America has had two businessman-presidents. The first was Herbert Hoover, former mining engineer who became a watchword for ineffective leadership during the Great Depression. The second was Donald Trump, real-estate impresario who was impeached twice and indicted four times, so far.
Business leadership does not translate well to political leadership. Business chief executives can fire unsatisfactory subordinates; presidents have to put up with troublesome members of Congress and disappointing justices of the Supreme Court. Business bosses have a metric, the bottom line, for judging their performance; in politics there is no bottom line, just the vaguer measure of popularity we call elections.
Yet if business is not a promising recruiting ground for the top of the political system, its ethos and approach could improve our collective political performance at the bottom. The besetting sin of our politics these past few decades is its tendency to moralize issues. Since the 1990s, when the sifting from the civil rights revolution of the 1960s was completed, leaving the Republicans entirely conservative and the Democrats entirely liberal, each party has been driven by its most moralistic element. Primary voters, the most zealous bloc in each party, have been energized by claims that the other side isn't simply wrong but evil. Candidates respond to these cues, and politics becomes a Manichean battleground. Compromise is seen as consorting with the devil.

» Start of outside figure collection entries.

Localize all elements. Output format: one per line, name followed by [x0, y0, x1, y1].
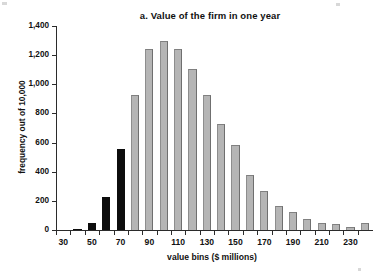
- x-tick-label: 230: [343, 237, 357, 247]
- x-tick-label: 130: [200, 237, 214, 247]
- scan-speck: [358, 268, 361, 271]
- plot-area: 02004006008001,0001,2001,400 30507090110…: [56, 26, 372, 230]
- x-tick: [329, 231, 330, 235]
- x-tick: [70, 231, 71, 235]
- bar: [188, 69, 196, 230]
- x-tick: [358, 231, 359, 235]
- y-axis-label: frequency out of 10,000: [17, 40, 27, 215]
- x-axis-label: value bins ($ millions): [52, 252, 372, 262]
- y-tick-label: 0: [15, 225, 49, 234]
- y-tick: 400: [52, 172, 56, 173]
- x-tick-label: 70: [116, 237, 126, 247]
- bar: [160, 41, 168, 230]
- x-tick: [300, 231, 301, 235]
- x-tick-label: 150: [228, 237, 242, 247]
- histogram-figure: a. Value of the firm in one year frequen…: [0, 0, 383, 274]
- y-tick: 800: [52, 113, 56, 114]
- bar: [231, 145, 239, 230]
- y-axis-line: [56, 26, 57, 231]
- x-tick: [114, 231, 115, 235]
- y-tick: 1,000: [52, 84, 56, 85]
- bar: [346, 227, 354, 230]
- x-tick-label: 210: [315, 237, 329, 247]
- y-tick: 1,400: [52, 26, 56, 27]
- y-tick-label: 1,000: [15, 79, 49, 88]
- y-tick-label: 1,200: [15, 50, 49, 59]
- bar: [131, 95, 139, 230]
- x-tick: [315, 231, 316, 235]
- bar: [117, 149, 125, 230]
- bar: [174, 49, 182, 230]
- bar: [217, 124, 225, 230]
- x-tick: [142, 231, 143, 235]
- x-tick: [85, 231, 86, 235]
- y-tick: 1,200: [52, 55, 56, 56]
- y-tick-label: 600: [15, 138, 49, 147]
- bar: [361, 223, 369, 230]
- y-tick-label: 800: [15, 108, 49, 117]
- x-tick: [171, 231, 172, 235]
- x-tick: [185, 231, 186, 235]
- x-tick: [343, 231, 344, 235]
- scan-speck: [2, 2, 7, 5]
- bar: [88, 223, 96, 230]
- x-tick: [157, 231, 158, 235]
- x-tick-label: 50: [87, 237, 97, 247]
- x-tick-label: 30: [58, 237, 68, 247]
- x-tick: [257, 231, 258, 235]
- bar: [73, 229, 81, 230]
- y-tick-label: 400: [15, 167, 49, 176]
- x-tick: [200, 231, 201, 235]
- x-tick-label: 110: [171, 237, 185, 247]
- x-tick: [228, 231, 229, 235]
- x-tick: [128, 231, 129, 235]
- x-tick-label: 170: [257, 237, 271, 247]
- bar: [303, 219, 311, 230]
- bar: [275, 206, 283, 230]
- x-tick: [56, 231, 57, 235]
- x-tick: [272, 231, 273, 235]
- bar: [102, 197, 110, 230]
- scan-speck: [336, 3, 340, 6]
- x-tick: [99, 231, 100, 235]
- y-tick: 600: [52, 143, 56, 144]
- x-tick-label: 190: [286, 237, 300, 247]
- y-tick-label: 200: [15, 196, 49, 205]
- x-tick: [243, 231, 244, 235]
- chart-title: a. Value of the firm in one year: [60, 10, 360, 21]
- x-tick: [286, 231, 287, 235]
- bar: [203, 95, 211, 230]
- bar: [145, 49, 153, 230]
- bar: [289, 212, 297, 230]
- x-tick-label: 90: [145, 237, 155, 247]
- bar: [318, 223, 326, 230]
- bar: [332, 224, 340, 230]
- bar: [260, 191, 268, 230]
- y-tick: 200: [52, 201, 56, 202]
- x-tick: [214, 231, 215, 235]
- bar: [246, 175, 254, 230]
- y-tick-label: 1,400: [15, 21, 49, 30]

The beauty of business, by contrast, is that it is treated like, well, business. When I walk into a store, I don't act as though the proprietor and I are enemies. I don't think that if I pay the price he asks for his goods, I'm a moral failure. If I decide to sell my house, I assess what the market will bear and adjust my expectations accordingly. I don't say, This house means X much to me, and anyone who offers me less is a bad person.
Business is based on positive-sum transactions. I buy a car for $30,000 because the car is worth more to me at the moment than the $30,000. The car dealer sells me the car because the $30,000 is worth more to her at the moment than the car is. We both come out ahead. I would have preferred to pay less than $30,000, and the dealer would have preferred to receive more than $30,000, but the compromise we reach is one we both can live with.
Politics should be this way. Republicans don't like our current immigration system. Neither do Democrats. Both believe it can be improved. But our moralistic politics makes it impossible for either side to accept less than its optimal solution. A Republican who agrees to a compromise can expect to be outflanked on the right in the next primary. A Democratic compromiser will be primaried from the left. And because most congressional districts are safe for one party or the other, the primary elections are where the real decisions are made.
The substance of politics affects the material world. I pay higher or lower taxes. The streets get paved sooner or later. Social Security payments keep up with inflation or they don't.
The theater of politics is where the moralistic drama takes place. There's a substantial subset of the American population that revels in political drama. These are the fans of Fox News and MSNBC. They get their moral fix with their morning coffee or their evening cocktail.
The country would be better off if we paid more attention to the material aspect of politics and left the theatrics to the junkies. In political terms, it would be good business.
Perhaps we have a certain innate hunger for tribalism. It used to be that religious, racial, cultural, and sectional differences satisfied that hunger, insofar as we were socially permitted to speak ill of other religions, races, cultures, or parts of the country. Now that we have forbidden religion, race, and culture (at least) as subjects for at least overt tribalism (a good thing!), we seem to be stuck with politics. It is now socially acceptable to say that you are evil if you believe the things many (say) Republicans believe, and totally unacceptable to say you are evil if you believe the things that many (say) Catholics believe. That would have been incredibly weird at any time prior to about 1955, but this is where we are.
Perhaps, if we are lucky, we can focus our need for tribalism on something fairly benign, like college sports (OU sucks!). Even that, however, is difficult, what with the promiscuous use of the transfer portal....
Thank you, thank you for the keen insights and the elegant manner in which you explain them. I can only hope that it begins to make a dent in our collective madness.